The better jobs case to make for this bonding bill is a long-term one. Investments in higher-education labs and classrooms, water treatment plants, convention centers and the like build this state's capacity for lasting private-sector growth. Pinch those investments in the public sector, and private sector investment in Minnesota will be suppressed in years to come. That's why state economist Tom Stinson cites infrastructure improvements as one of several ways in which state government can set the table for future private sector investment and productivity.

Pawlenty has refused to back funding for civic and cultural facilities this year, deriding some of them as trivial local projects. In fact, all of the civic projects in the House and Senate bills have regional or statewide significance and would spur private-sector job growth.

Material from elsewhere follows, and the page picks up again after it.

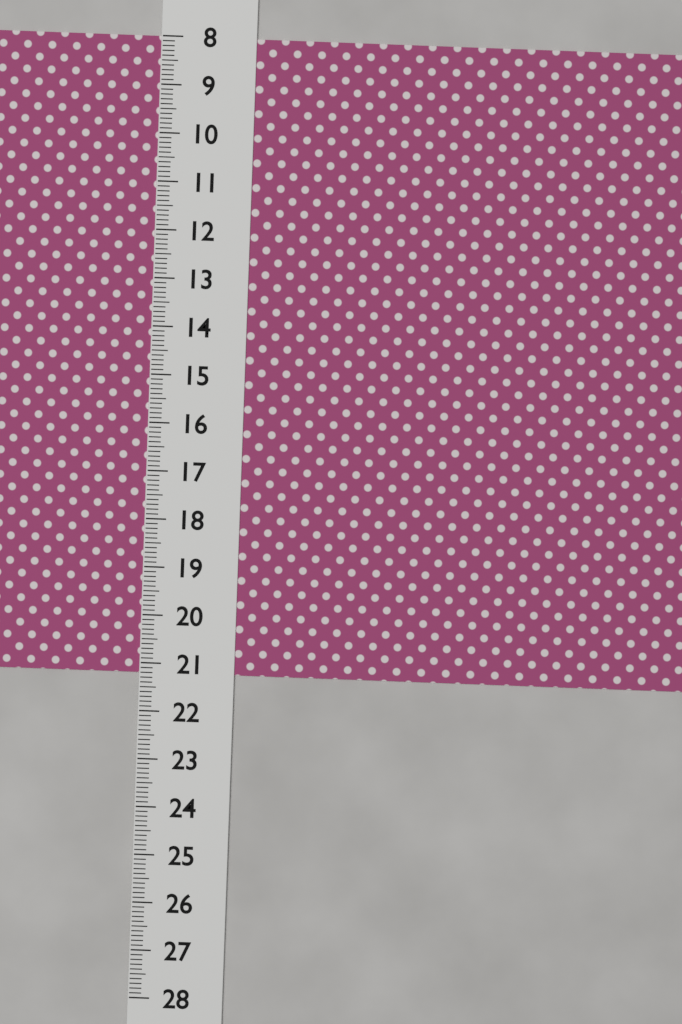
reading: 21.2 (no unit)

Shrinking the bonding bill will mean that some projects of that type will have to wait for another year. But there's no good reason to delay long-postponed, ready-to-build convention center expansions in Rochester, St. Cloud and Mankato. Each of those regional centers is poised for growth as the economy recovers. More meeting space in each of those cities will quickly translate into a boost for regional industries. The St. Cloud project alone is projected to pump an additional $17 million per year into central Minnesota's economy -- a good share of which will spin back to the state in the form of higher taxes, Mayor Dave Kleis notes.

The lagging economy has many Minnesotans understandably worried about debt, government's and their own. They may be thinking that prudence demands a smaller-than-usual bonding bill this year.

They should know that a recent review of state governments' per-capita debt by the national Tax Foundation ranked Minnesota's 42nd lowest among the 50 states. Further, the debt service difference between the small bonding bill Pawlenty recommended and the ones the House and Senate approved is less than $13 million through 2012. With interest rates low and construction bids coming in well below their level of a few years ago, public buildings can now be bought at a discount. Now's the time to buy.

  • THREE VERSIONS

    Governor's bill: $685 million; includes $193 million for higher education, $89 million for Moose Lake sex offender facility, $0 for arts and civic projects.

    Senate bill: $999 million; includes $322 million for higher education, $1 million for planning the sex offender facility; $103.5 million for arts and civic projects.

    House bill: $1.1 billion; includes $322 million for higher education, $89 million for Moose Lake sex offender facility, $105.4 million for arts and civic projects.